Tillmouth Chapel, with these points of resemblance, lies, however, in exactly the opposite direction as regards Melrose, which the supposed cell of St. Roland Graeme, secretly nursed in the tenets of Rome, saw with horror the profanation of the most sacred emblem, according to his creed, of our holy religion.

The Till, by whose side we shall next wander, flows in the opposite direction, for that historic stream is a tributary of "Tweed's fair river, broad and deep," and curves from the Cheviots round to the North-west, where it enters the larger stream at Tillmouth. It begins life as the Breamish, tumbling down the slopes of Cushat Law within sight of all the giants of the Cheviot range.

Saint Cuthbert, a person of established sanctity, had, no doubt, several places of worship on the Borders, where he flourished whilst living; but Tillmouth Chapel is the only one which bears some resemblance to the hermitage described in the text. It has, indeed, a well, famous for gratifying three wishes for every worshipper who shall quaff the fountain with sufficient belief in its efficacy.

After I had left him, Crone had gone away up the river towards Tillmouth he had a crazy old bicycle that he rode about on. And most people, having heard Nance Maguire's admissions, would have said that he had gone poaching. But I was not so sure of that. I was beginning to suspect that Crone had played some game with me, and had not told me anything like the truth during our conversation.

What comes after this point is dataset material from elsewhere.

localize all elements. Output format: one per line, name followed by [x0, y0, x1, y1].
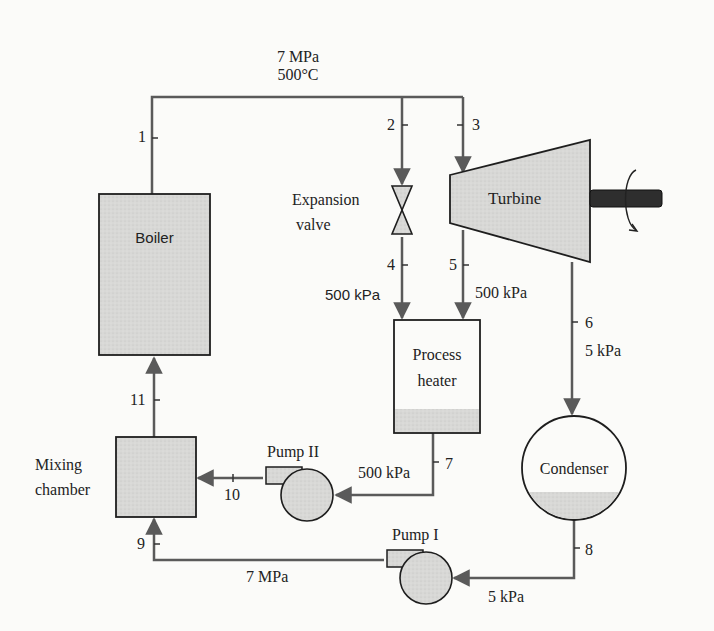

Three or four miles from Tillmouth, south-westward up the valley of the Tweed, and just beyond Cornhill, lies the village of Wark, near which the remains of the famous Border castle are still standing. The castle was built on a stony ridge of detritus called the Kaim, which stretches from Wark village towards Carham.

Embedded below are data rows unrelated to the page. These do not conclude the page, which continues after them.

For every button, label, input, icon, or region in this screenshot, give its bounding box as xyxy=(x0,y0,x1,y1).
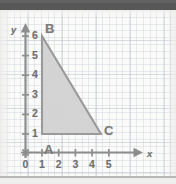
x-tick-label-1: 1 xyxy=(39,159,45,170)
y-tick-label-4: 4 xyxy=(32,69,38,80)
x-axis-label: x xyxy=(147,149,152,159)
vertex-label-c: C xyxy=(104,124,113,137)
y-tick-label-3: 3 xyxy=(32,89,38,100)
y-axis-label: y xyxy=(11,25,16,35)
origin-star-marker xyxy=(21,148,30,157)
vertex-label-b: B xyxy=(45,22,54,35)
x-tick-label-5: 5 xyxy=(106,159,112,170)
x-tick-label-2: 2 xyxy=(56,159,62,170)
x-axis-arrowhead xyxy=(134,148,144,157)
x-tick-label-3: 3 xyxy=(72,159,78,170)
top-chrome-sheen xyxy=(0,0,176,3)
y-axis-arrowhead xyxy=(21,23,30,33)
y-tick-label-1: 1 xyxy=(32,128,38,139)
y-tick-label-6: 6 xyxy=(32,30,38,41)
screenshot-root: 1 2 3 4 5 6 0 1 2 3 4 5 y x A B C xyxy=(0,0,176,184)
x-tick-label-4: 4 xyxy=(89,159,95,170)
x-tick-label-0: 0 xyxy=(23,159,29,170)
vertex-label-a: A xyxy=(44,143,53,156)
bottom-margin-fill xyxy=(0,178,176,184)
y-tick-label-5: 5 xyxy=(32,50,38,61)
y-tick-label-2: 2 xyxy=(32,108,38,119)
top-chrome-bar xyxy=(0,0,176,10)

The mansion house of Tillmouth Park, owned by Sir Francis Blake, is built of stones from the ruins of Twizell Castle, on the northern bank of the Till; the castle was begun by a former Sir Francis Blake but never finished. Between the two buildings the Berwick Road crosses the Till by Twizell Bridge, over which Surrey marched his men southward on the morning of Flodden.

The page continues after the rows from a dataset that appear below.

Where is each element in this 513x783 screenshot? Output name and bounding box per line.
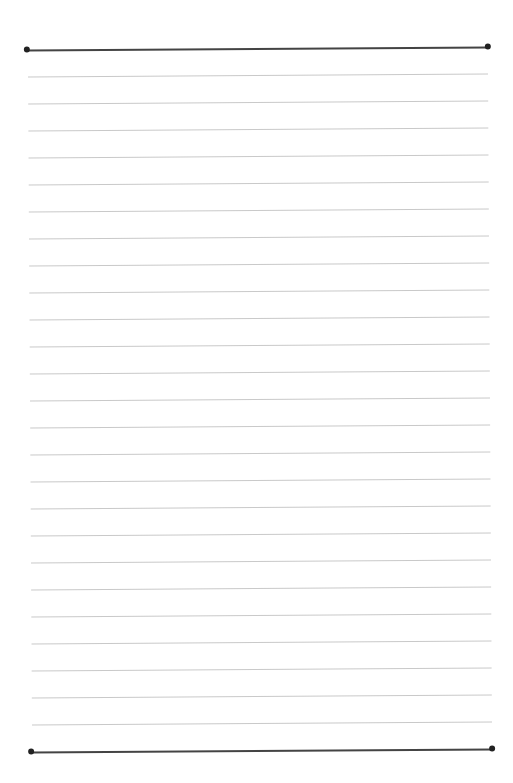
ruled-line <box>30 425 490 429</box>
ruled-lines <box>0 0 511 2</box>
ruled-line <box>32 668 492 672</box>
ruled-line <box>31 560 491 564</box>
ruled-line <box>30 317 490 321</box>
ruled-line <box>31 641 491 645</box>
lined-paper-page <box>0 0 513 783</box>
ruled-line <box>29 290 489 294</box>
ruled-line <box>32 695 492 699</box>
bottom-left-dot <box>28 748 34 754</box>
ruled-line <box>29 182 489 186</box>
top-right-dot <box>485 44 491 50</box>
ruled-line <box>30 452 490 456</box>
ruled-line <box>29 263 489 267</box>
ruled-line <box>30 371 490 375</box>
ruled-line <box>28 74 488 78</box>
ruled-line <box>32 722 492 726</box>
bottom-right-dot <box>489 746 495 752</box>
ruled-line <box>28 128 488 132</box>
ruled-line <box>31 587 491 591</box>
bottom-border-line <box>32 749 492 753</box>
ruled-line <box>29 209 489 213</box>
ruled-line <box>31 506 491 510</box>
ruled-line <box>30 398 490 402</box>
ruled-line <box>28 101 488 105</box>
top-border-line <box>28 47 488 51</box>
ruled-line <box>31 614 491 618</box>
ruled-line <box>30 344 490 348</box>
ruled-line <box>29 155 489 159</box>
ruled-line <box>30 479 490 483</box>
top-left-dot <box>24 46 30 52</box>
ruled-line <box>31 533 491 537</box>
ruled-line <box>29 236 489 240</box>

From Carham, having reached the last point of interest on the Tweed within the Northumbrian border, we must retrace our steps to Tillmouth, and follow the Tweed through pasture land and level haughs, until we come in sight of the steep cliffs and overhanging woods by Norham Castle. Naturally here, the words of the opening canto of "Marmion" are recalled to our memory

Tillmouth, however, has older memories still; for it was to the little chapel there that St. Cuthbert's body floated in its stone coffin from Melrose, dating the course of its seven years' wandering, ere it found a final rest at Durham.